In an era where faith meets the algorithm, Pope Leo XIV has become a global online phenomenon, his profile exploding across digital platforms following his surprise election in May.
The Wikimedia Foundation’s annual rundown of English Wikipedia’s most-viewed pages, unveiled on 2 December, places the new pontiff’s entry at number five, a testament to the insatiable curiosity sparked by the first American-born pope.
Traffic to all Wikimedia sites hit an unprecedented 800,000 views per second in the weeks after his selection, shattering records and dwarfing normal levels by more than sixfold.
The surge followed the death of his predecessor, Pope Francis, on 21 April after a 12-year papacy that reshaped the Church with its emphasis on mercy and the Global South. Francis’s page clocks in at 11th, as users delved into the life of the trailblazing Argentine, the first Latin American pontiff.
Wikipedia, the volunteer-driven behemoth that ranks fifth among the world’s most-visited sites in 2025 (trailing only Google, YouTube, Facebook and Instagram), captured the moment perfectly. “As people rushed online to learn about Leo, we saw our biggest ever spike,” the foundation noted.
Google’s “Year in Search 2025” echoed the frenzy. Worldwide, Leo XIV ranked fifth among trending people, while his election vaulted to fourth in news searches. In the US, his birthplace, he tied for fifth in people queries, with the conclave seventh in news and Francis seventh among the year’s deceased figures.
The Chicago-born Robert Francis Prevost, 70, an Augustinian friar with deep roots in Peru, chose “Leo” to honour his 19th-century namesake’s social justice legacy amid today’s AI-driven upheavals.
His rapid rise from obscurity to icon reflects a Church at a crossroads, where ancient rituals collide with viral virality.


**ASSIGNED TASK**
State how many lines in the records below include the word "subscript". Give nothing but that number.

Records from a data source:
::::::

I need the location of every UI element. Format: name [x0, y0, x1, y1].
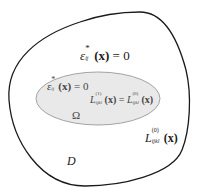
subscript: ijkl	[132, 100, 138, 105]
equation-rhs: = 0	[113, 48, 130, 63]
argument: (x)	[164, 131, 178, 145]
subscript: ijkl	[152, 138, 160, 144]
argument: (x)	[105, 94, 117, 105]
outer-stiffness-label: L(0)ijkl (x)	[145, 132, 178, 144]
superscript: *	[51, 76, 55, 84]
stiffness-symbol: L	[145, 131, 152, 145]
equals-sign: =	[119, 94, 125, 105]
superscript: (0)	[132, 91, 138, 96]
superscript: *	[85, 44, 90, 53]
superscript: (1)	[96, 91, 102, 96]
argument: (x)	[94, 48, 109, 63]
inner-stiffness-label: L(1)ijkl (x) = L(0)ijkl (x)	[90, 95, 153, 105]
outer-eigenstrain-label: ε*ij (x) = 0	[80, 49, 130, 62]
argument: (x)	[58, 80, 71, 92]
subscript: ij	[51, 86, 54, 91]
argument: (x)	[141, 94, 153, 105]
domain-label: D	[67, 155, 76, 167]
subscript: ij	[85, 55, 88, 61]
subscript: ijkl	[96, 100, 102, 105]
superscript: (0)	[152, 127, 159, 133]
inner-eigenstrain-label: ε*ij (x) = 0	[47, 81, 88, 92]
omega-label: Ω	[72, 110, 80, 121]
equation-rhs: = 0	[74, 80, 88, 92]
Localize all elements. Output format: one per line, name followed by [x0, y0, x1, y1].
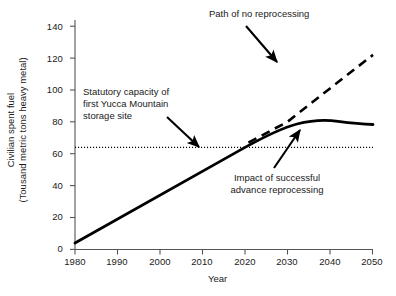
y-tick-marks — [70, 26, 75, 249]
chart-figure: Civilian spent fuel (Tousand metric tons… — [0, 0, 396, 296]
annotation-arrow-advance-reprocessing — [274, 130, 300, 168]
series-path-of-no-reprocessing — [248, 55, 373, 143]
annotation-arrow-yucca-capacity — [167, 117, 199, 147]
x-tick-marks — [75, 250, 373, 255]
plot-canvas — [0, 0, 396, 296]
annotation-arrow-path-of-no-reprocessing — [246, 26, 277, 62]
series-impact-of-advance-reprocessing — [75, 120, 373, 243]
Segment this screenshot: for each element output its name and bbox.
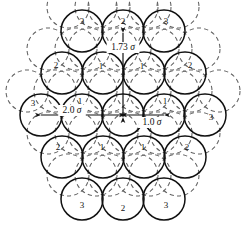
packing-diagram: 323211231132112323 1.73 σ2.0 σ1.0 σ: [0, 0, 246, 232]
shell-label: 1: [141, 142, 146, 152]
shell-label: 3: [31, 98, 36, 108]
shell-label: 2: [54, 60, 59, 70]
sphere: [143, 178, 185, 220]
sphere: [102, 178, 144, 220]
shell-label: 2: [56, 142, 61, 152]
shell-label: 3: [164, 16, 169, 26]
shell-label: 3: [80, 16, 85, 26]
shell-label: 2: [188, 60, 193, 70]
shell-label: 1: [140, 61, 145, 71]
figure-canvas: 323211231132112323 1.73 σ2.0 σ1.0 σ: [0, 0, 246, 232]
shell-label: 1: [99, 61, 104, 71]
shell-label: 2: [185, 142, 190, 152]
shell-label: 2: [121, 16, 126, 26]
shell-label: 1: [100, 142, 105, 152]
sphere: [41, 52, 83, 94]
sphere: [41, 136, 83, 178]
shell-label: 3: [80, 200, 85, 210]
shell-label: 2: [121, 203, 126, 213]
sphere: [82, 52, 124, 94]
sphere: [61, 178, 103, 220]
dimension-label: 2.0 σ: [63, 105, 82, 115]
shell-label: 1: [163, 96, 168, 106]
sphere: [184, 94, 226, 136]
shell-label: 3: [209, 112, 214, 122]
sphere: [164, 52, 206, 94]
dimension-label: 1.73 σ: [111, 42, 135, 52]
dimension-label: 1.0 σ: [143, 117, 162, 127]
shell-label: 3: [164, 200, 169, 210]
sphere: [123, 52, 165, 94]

::::::

**ANSWER TO THE PROBLEM**
5